Memorandum
I. Failure is a feature of analysis
In any disciplined domain, analysis includes the possibility of failure. A claim must be capable of becoming inadmissible. A model must be capable of breaking. Without that capacity, the exercise is not analytical. It is narrative.
II. Finance rarely permits termination
Modern valuation culture rarely stops. When assumptions are threatened, they are revised. When a thesis is contradicted, the time horizon is extended. When evidence becomes inconvenient, it is reclassified as temporary.
This is why most financial analysis never fails. It simply never stops.
III. A framework without stopping rules cannot be falsified
A claim that cannot terminate cannot be falsified. It can only be edited. In such an environment, “analysis” becomes an instrument of justification: it produces coherence, not admissibility.
The reader is then left with competing narratives that cannot be adjudicated—because no conditions exist under which the narratives must stop.
IV. Stopping rules are a condition of admissibility
ABSA treats termination as a condition of admissibility. Analysis must possess boundary conditions. It must specify failure modes. It must contain the capacity to refuse conclusions when structure does not permit them.
Without stopping rules, valuation is not “rigorous.” It is unbounded.
Boundary Statement
This memorandum asserts the necessity of stopping rules. It does not disclose the operational boundary conditions, failure modes, or termination criteria used by ABSA classification doctrine.
V. Consequence for the investor
The investor who lacks stopping rules is defenseless against sophistication. Elaborate spreadsheets can be mistaken for disciplined analysis. Complex valuation narratives can be mistaken for evidence.
ABSA exists to impose structural termination: to state when analysis is permitted to proceed—and when it must stop.
ABSA does not provide investment advice and does not solicit transactions. This memorandum is interpretive doctrine only.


*What to work on*:
Make an exact copy of the records, dropping all pictures.

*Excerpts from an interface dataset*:
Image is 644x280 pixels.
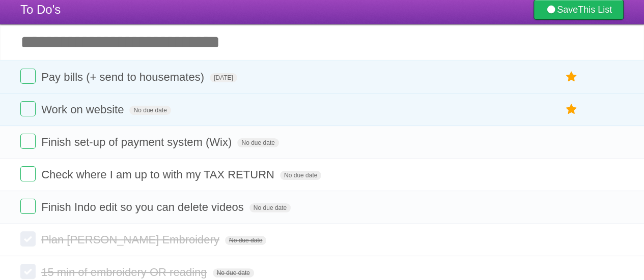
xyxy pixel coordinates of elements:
label: Done [20,101,35,116]
span: Finish Indo edit so you can delete videos [41,201,246,214]
span: No due date [237,138,278,148]
span: No due date [213,269,254,277]
span: No due date [130,106,171,115]
label: Done [20,134,35,149]
label: Done [20,231,35,247]
label: Done [20,264,35,279]
span: Work on website [41,103,126,116]
span: Plan [PERSON_NAME] Embroidery [41,233,222,246]
span: [DATE] [210,73,237,83]
span: To Do's [20,3,60,16]
label: Done [20,166,35,181]
span: No due date [249,203,291,212]
span: 15 min of embroidery OR reading [41,266,209,278]
span: No due date [225,236,266,245]
span: Finish set-up of payment system (Wix) [41,136,234,149]
span: Pay bills (+ send to housemates) [41,71,207,83]
span: Check where I am up to with my TAX RETURN [41,168,277,181]
label: Done [20,199,35,214]
label: Done [20,69,35,84]
b: This List [578,5,612,15]
label: Star task [561,101,581,118]
span: No due date [280,171,321,180]
label: Star task [561,69,581,85]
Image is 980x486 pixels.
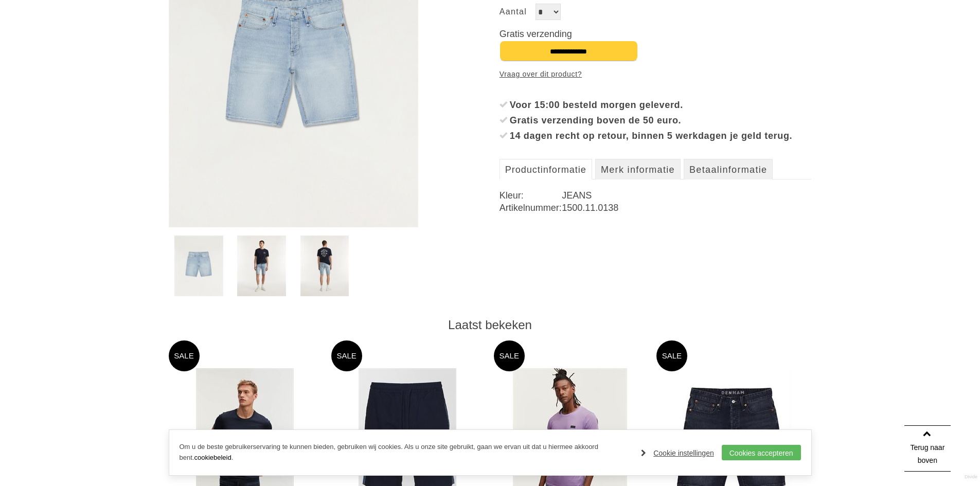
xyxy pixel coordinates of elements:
div: Laatst bekeken [169,317,812,333]
a: Cookie instellingen [641,445,714,460]
a: Divide [964,470,977,483]
div: Gratis verzending boven de 50 euro. [510,112,812,128]
a: Vraag over dit product? [499,67,582,82]
li: 14 dagen recht op retour, binnen 5 werkdagen je geld terug. [499,128,812,143]
p: Om u de beste gebruikerservaring te kunnen bieden, gebruiken wij cookies. Als u onze site gebruik... [180,442,631,463]
a: Cookies accepteren [721,444,801,460]
a: Productinformatie [499,159,592,180]
div: Voor 15:00 besteld morgen geleverd. [510,97,812,112]
dt: Kleur: [499,189,562,201]
dd: JEANS [562,189,811,201]
a: Merk informatie [595,159,681,180]
span: Gratis verzending [499,29,572,39]
a: cookiebeleid [194,453,231,461]
label: Aantal [499,4,536,20]
a: Betaalinformatie [683,159,773,180]
img: denham-razor-short-fmfbi-shorts [174,235,224,296]
a: Terug naar boven [904,425,951,471]
img: denham-razor-short-fmfbi-shorts [300,235,350,296]
dd: 1500.11.0138 [562,201,811,214]
img: denham-razor-short-fmfbi-shorts [237,235,286,296]
dt: Artikelnummer: [499,201,562,214]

*Answer box*:
Image is 644x280 pixels.
xyxy pixel coordinates of elements:
label: Done [20,101,35,116]
span: Finish Indo edit so you can delete videos [41,201,246,214]
span: No due date [237,138,278,148]
span: No due date [213,269,254,277]
span: No due date [130,106,171,115]
label: Done [20,134,35,149]
label: Done [20,231,35,247]
label: Done [20,264,35,279]
span: Work on website [41,103,126,116]
span: Plan [PERSON_NAME] Embroidery [41,233,222,246]
span: [DATE] [210,73,237,83]
span: To Do's [20,3,60,16]
label: Done [20,166,35,181]
span: No due date [249,203,291,212]
span: 15 min of embroidery OR reading [41,266,209,278]
span: No due date [225,236,266,245]
span: Finish set-up of payment system (Wix) [41,136,234,149]
span: Pay bills (+ send to housemates) [41,71,207,83]
span: Check where I am up to with my TAX RETURN [41,168,277,181]
label: Done [20,199,35,214]
label: Done [20,69,35,84]
b: This List [578,5,612,15]
label: Star task [561,101,581,118]
span: No due date [280,171,321,180]
label: Star task [561,69,581,85]
Image is 980x486 pixels.
xyxy pixel coordinates of elements:
div: Laatst bekeken [169,317,812,333]
a: Cookie instellingen [641,445,714,460]
a: Divide [964,470,977,483]
div: Gratis verzending boven de 50 euro. [510,112,812,128]
a: Vraag over dit product? [499,67,582,82]
li: 14 dagen recht op retour, binnen 5 werkdagen je geld terug. [499,128,812,143]
p: Om u de beste gebruikerservaring te kunnen bieden, gebruiken wij cookies. Als u onze site gebruik... [180,442,631,463]
a: Cookies accepteren [721,444,801,460]
a: Productinformatie [499,159,592,180]
div: Voor 15:00 besteld morgen geleverd. [510,97,812,112]
dt: Kleur: [499,189,562,201]
dd: JEANS [562,189,811,201]
a: Merk informatie [595,159,681,180]
span: Gratis verzending [499,29,572,39]
a: cookiebeleid [194,453,231,461]
label: Aantal [499,4,536,20]
a: Betaalinformatie [683,159,773,180]
img: denham-razor-short-fmfbi-shorts [174,235,224,296]
a: Terug naar boven [904,425,951,471]
img: denham-razor-short-fmfbi-shorts [300,235,350,296]
dd: 1500.11.0138 [562,201,811,214]
img: denham-razor-short-fmfbi-shorts [237,235,286,296]
dt: Artikelnummer: [499,201,562,214]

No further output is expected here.